Of the entries below, return exactly those lines that fall between the one containing "You are a GUI" and the one containing "The width and height of the screenshot is (901, 507).", the two end lines included.
──────── Task material ────────
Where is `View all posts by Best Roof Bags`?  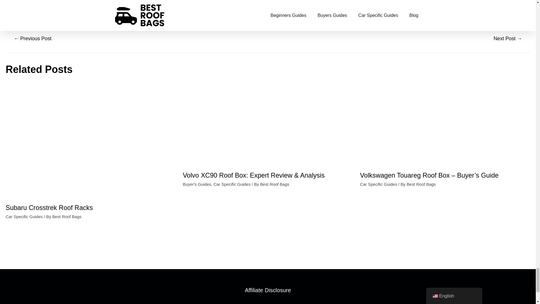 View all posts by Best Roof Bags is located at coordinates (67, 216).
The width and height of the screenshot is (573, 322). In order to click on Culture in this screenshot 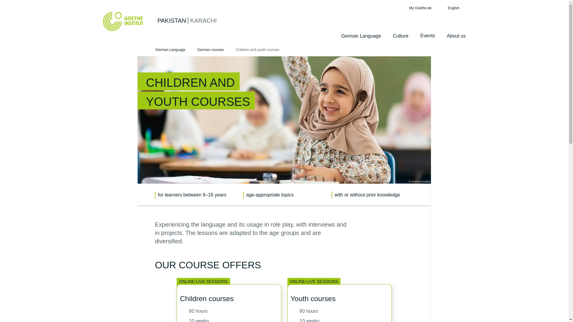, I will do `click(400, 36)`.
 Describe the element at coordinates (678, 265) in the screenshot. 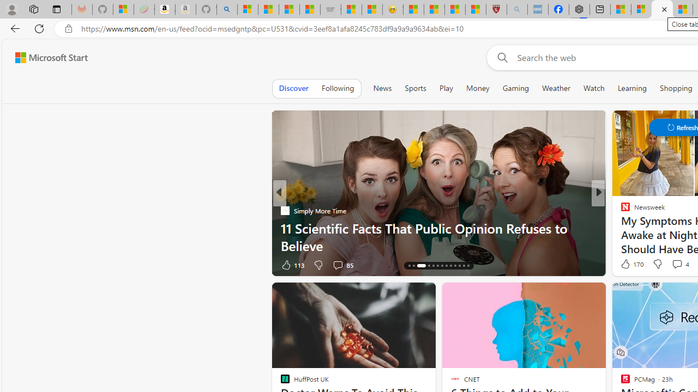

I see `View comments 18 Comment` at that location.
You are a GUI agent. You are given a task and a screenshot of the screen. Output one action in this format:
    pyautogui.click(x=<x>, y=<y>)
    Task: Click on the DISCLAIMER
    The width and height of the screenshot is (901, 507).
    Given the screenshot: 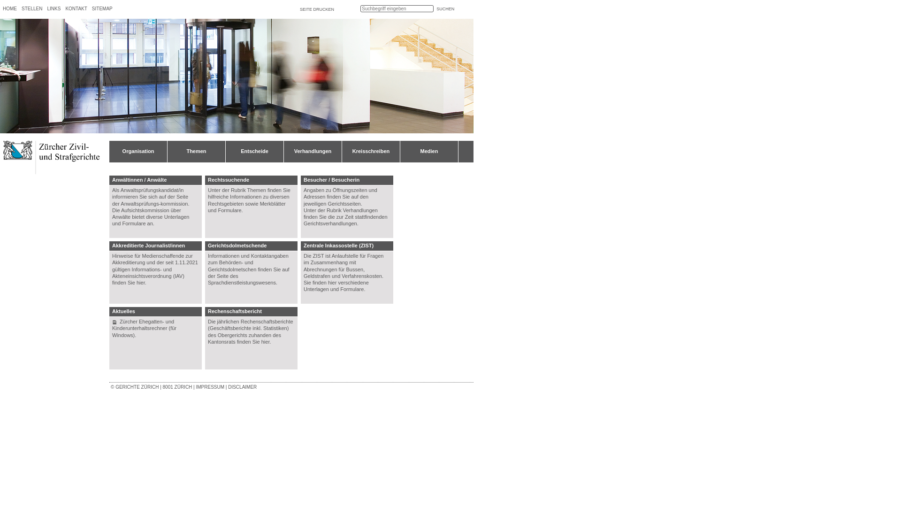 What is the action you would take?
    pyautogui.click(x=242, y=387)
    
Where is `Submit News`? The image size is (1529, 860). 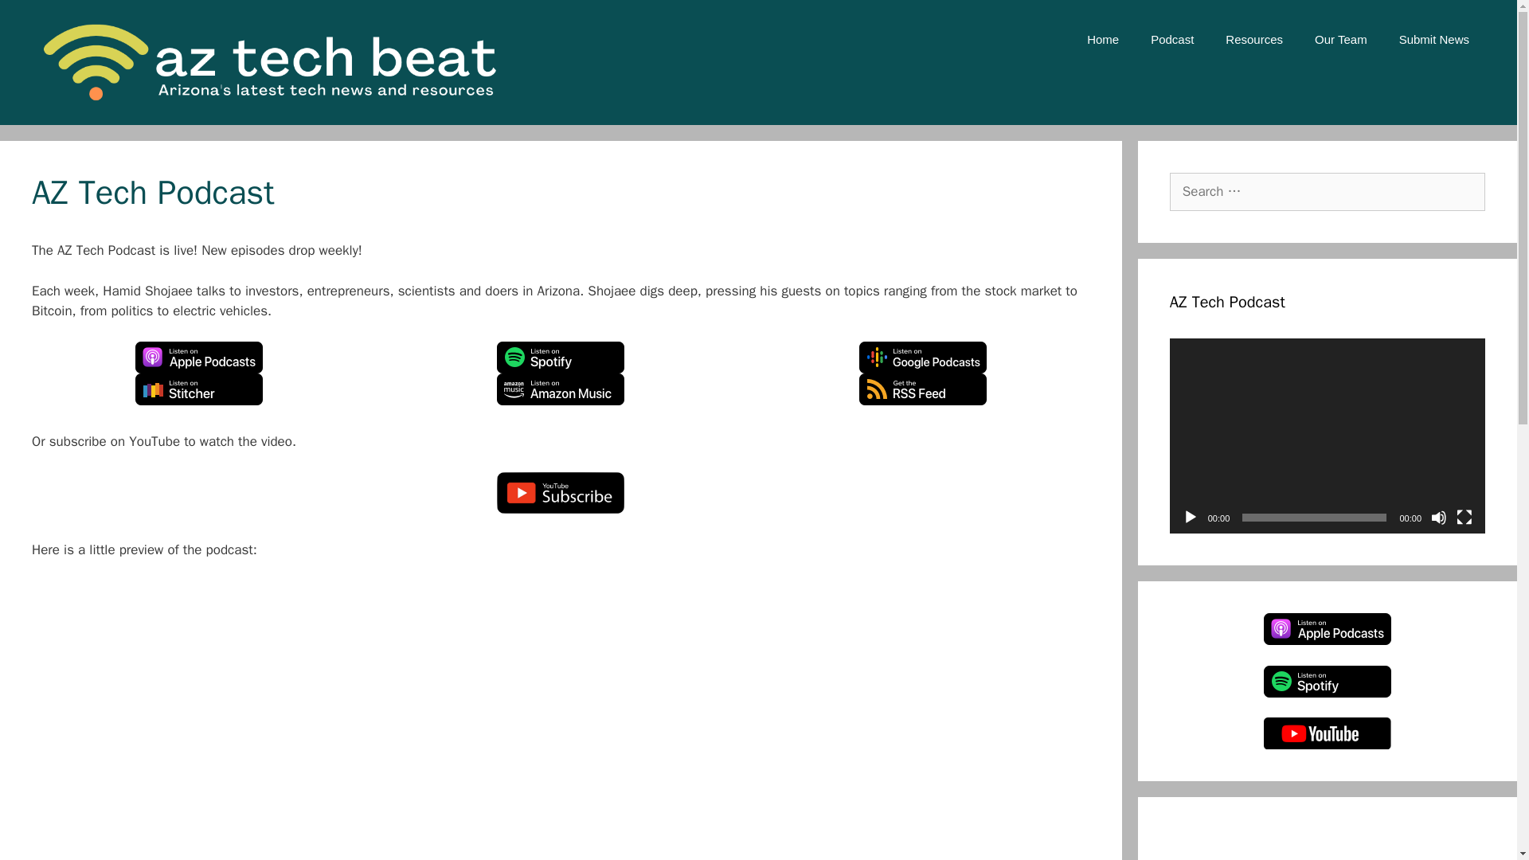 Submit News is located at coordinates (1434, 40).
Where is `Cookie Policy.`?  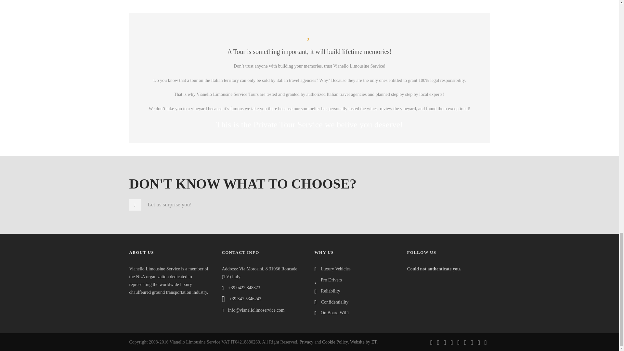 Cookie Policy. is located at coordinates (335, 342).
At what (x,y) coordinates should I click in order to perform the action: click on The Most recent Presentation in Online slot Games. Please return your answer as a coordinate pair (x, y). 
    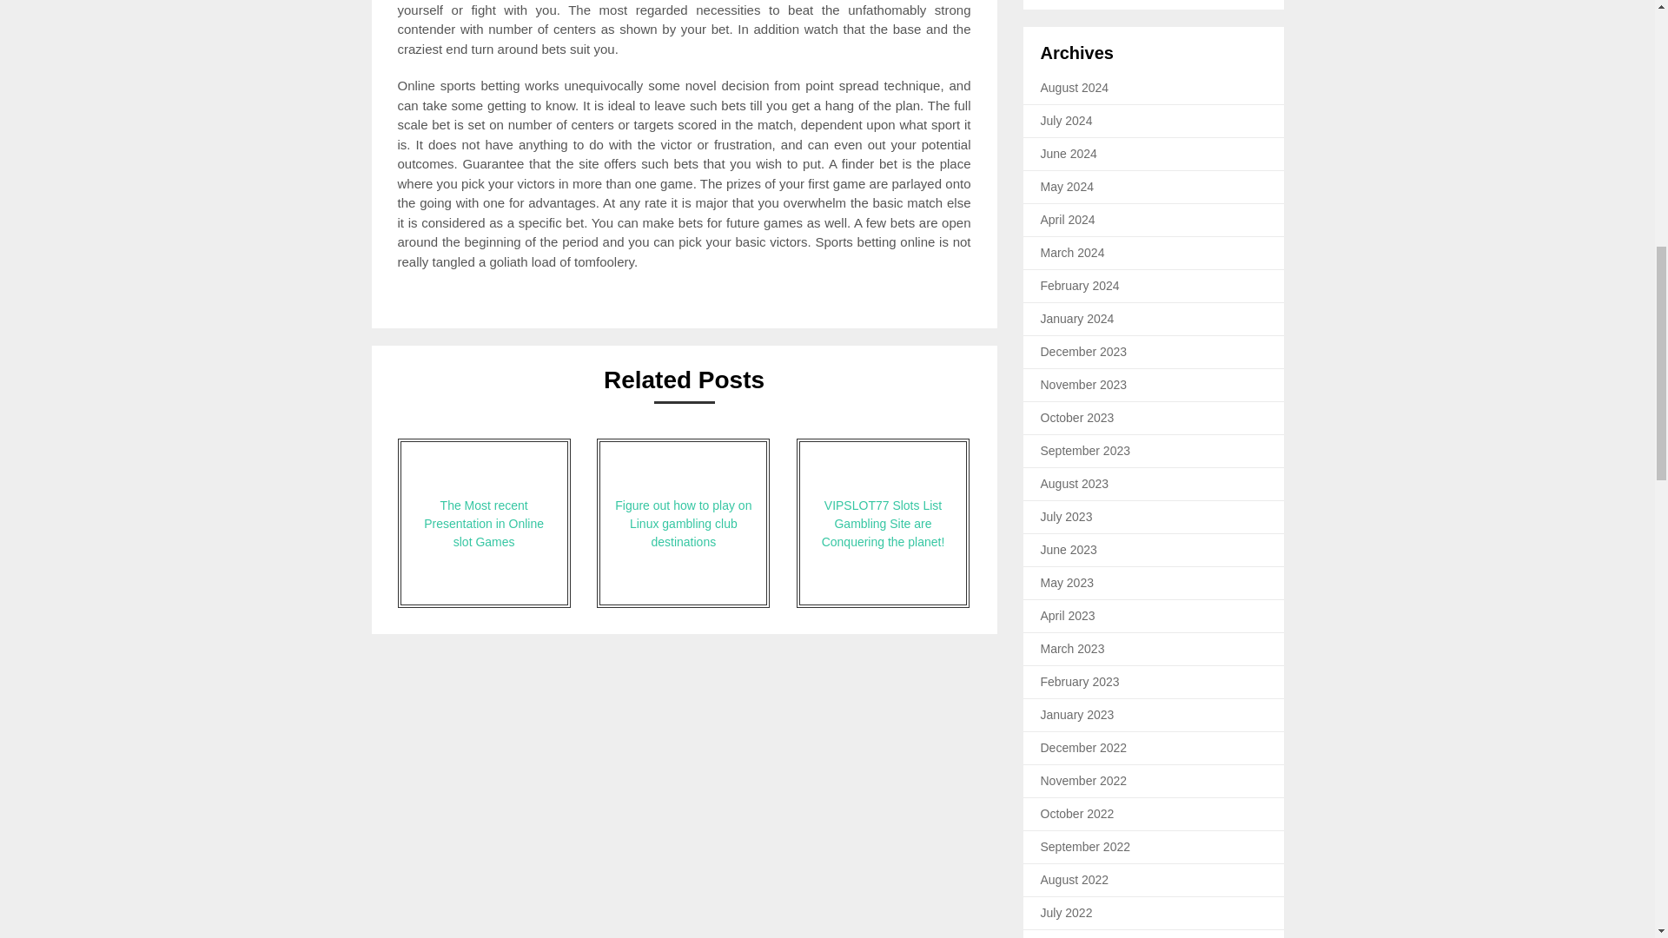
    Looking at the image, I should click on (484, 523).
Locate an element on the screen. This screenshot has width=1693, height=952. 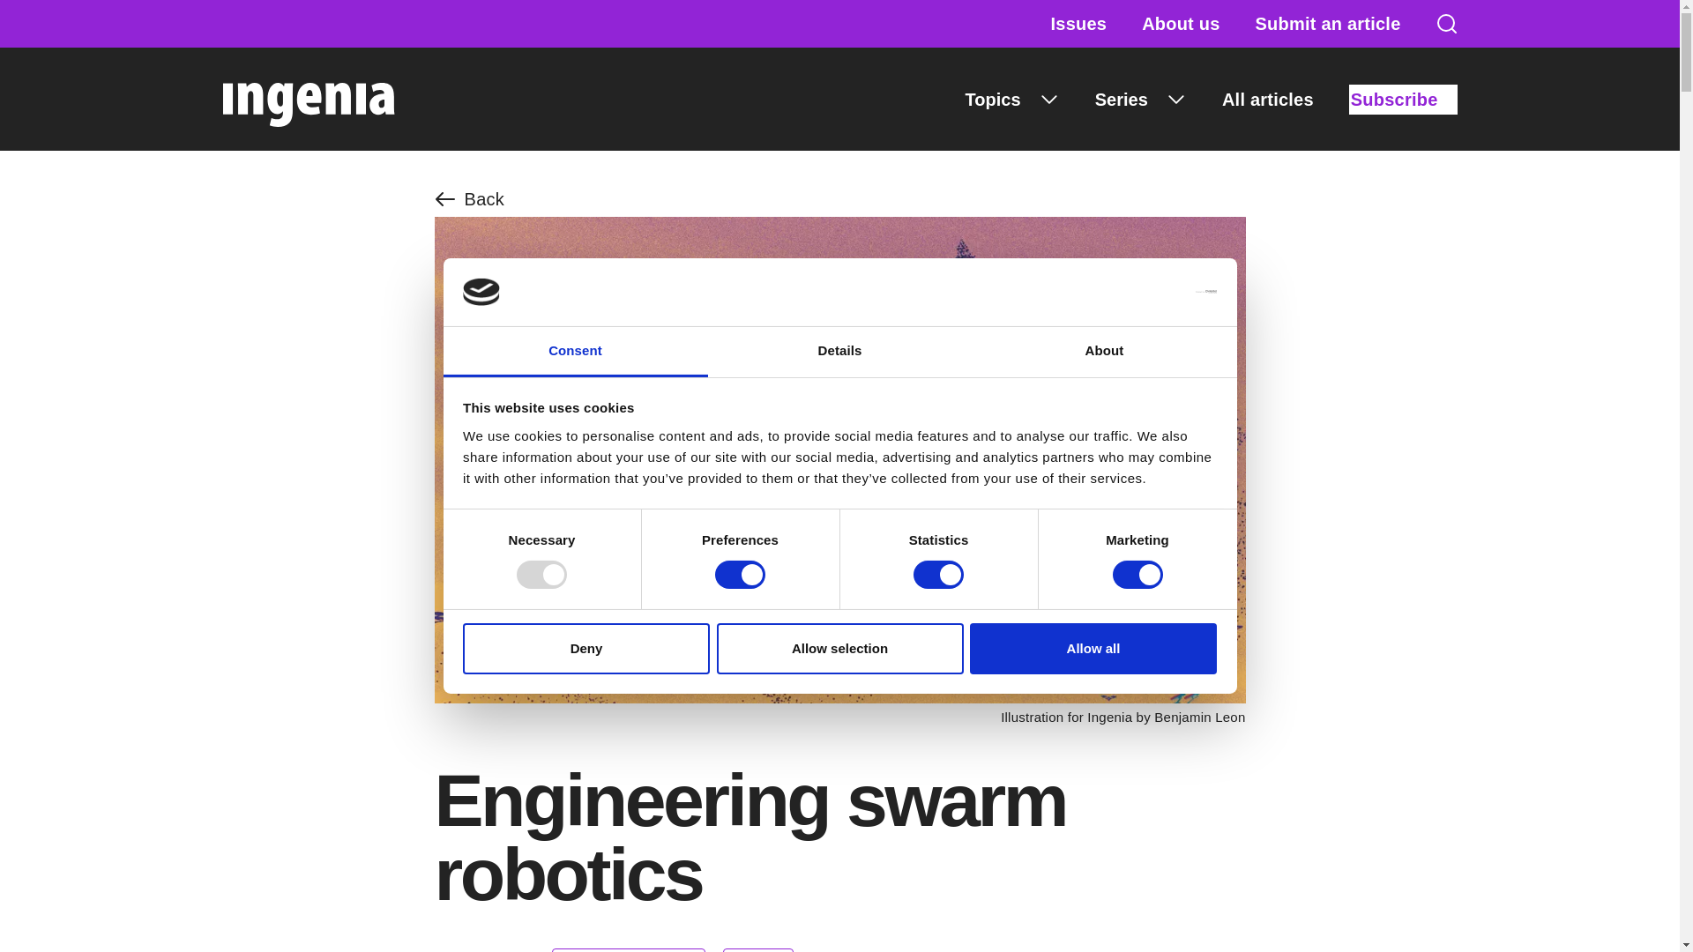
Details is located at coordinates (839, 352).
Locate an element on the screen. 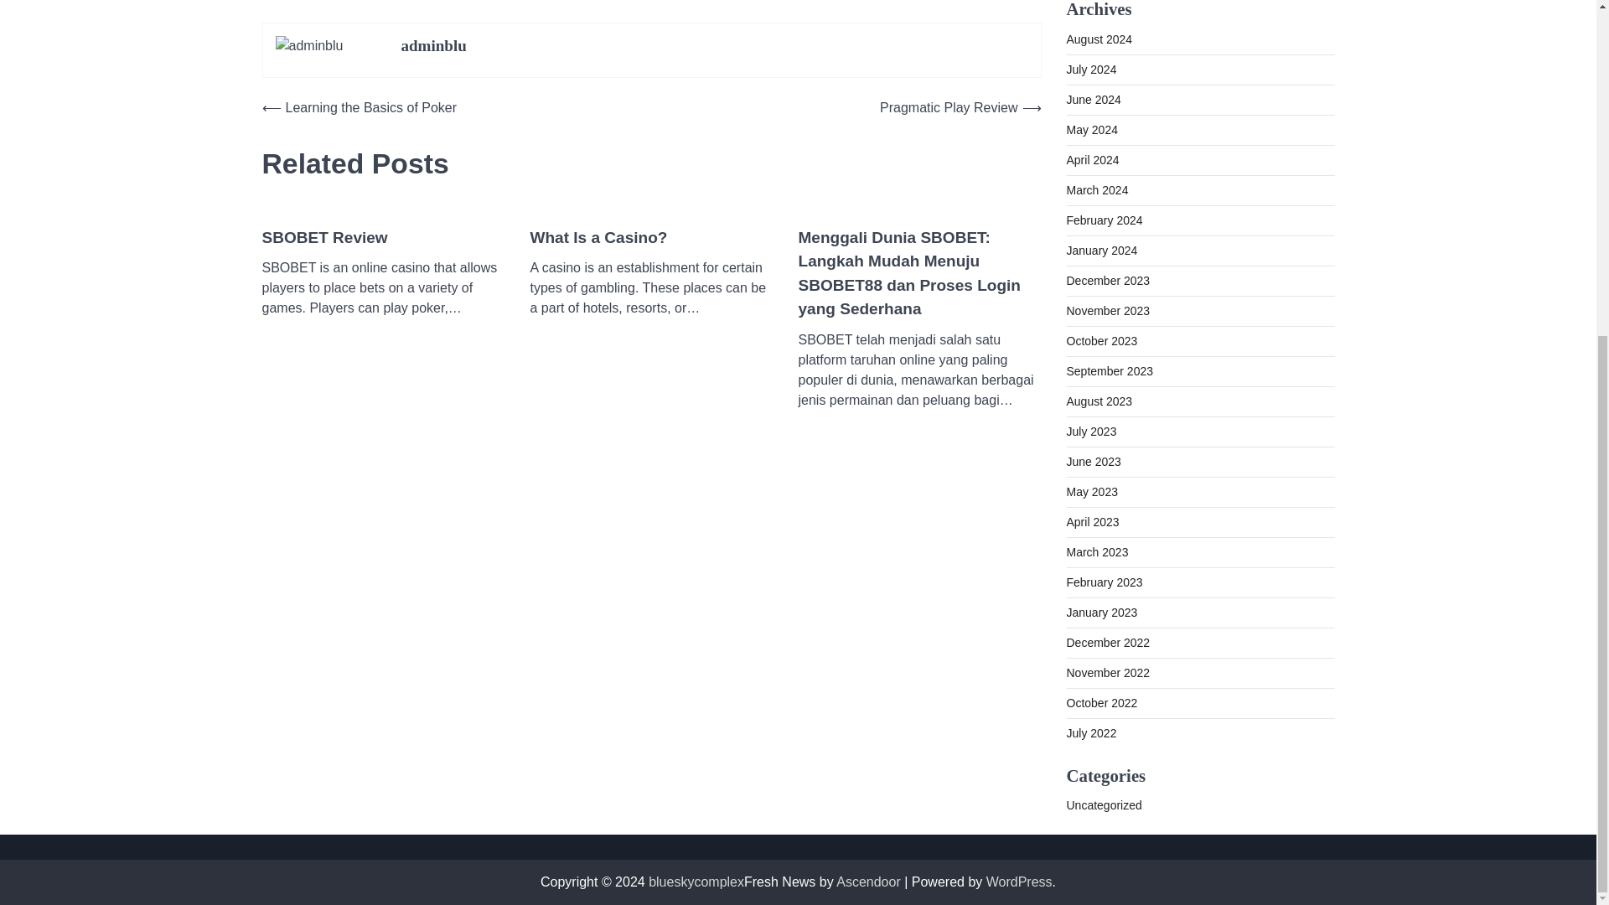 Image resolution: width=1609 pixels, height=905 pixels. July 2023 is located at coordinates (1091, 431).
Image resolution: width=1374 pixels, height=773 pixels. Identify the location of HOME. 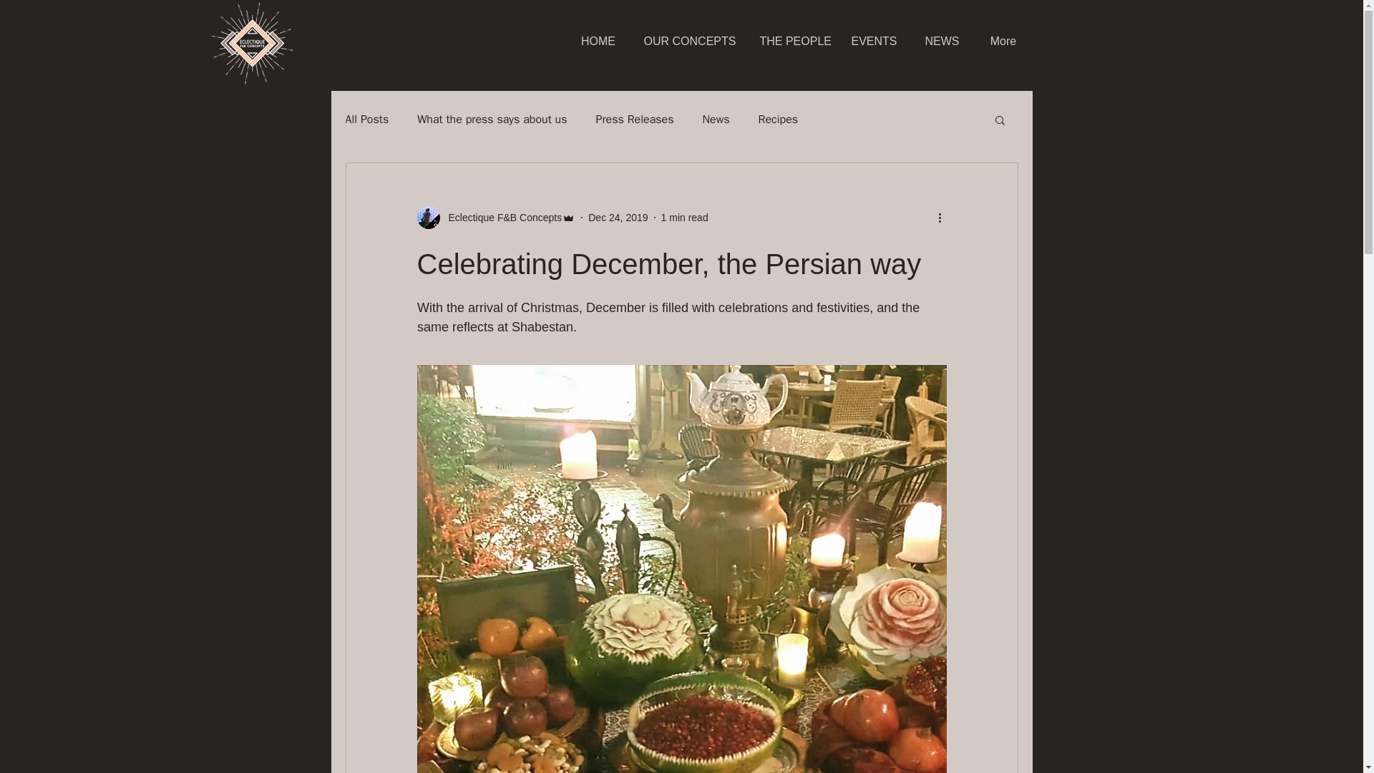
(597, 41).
────────
_Exercise answer_
You are a GUI agent. You are given a task and a screenshot of the screen. Output one action in this format:
    pyautogui.click(x=<x>, y=<y>)
    Task: Click on the DISCLAIMER
    The width and height of the screenshot is (901, 507).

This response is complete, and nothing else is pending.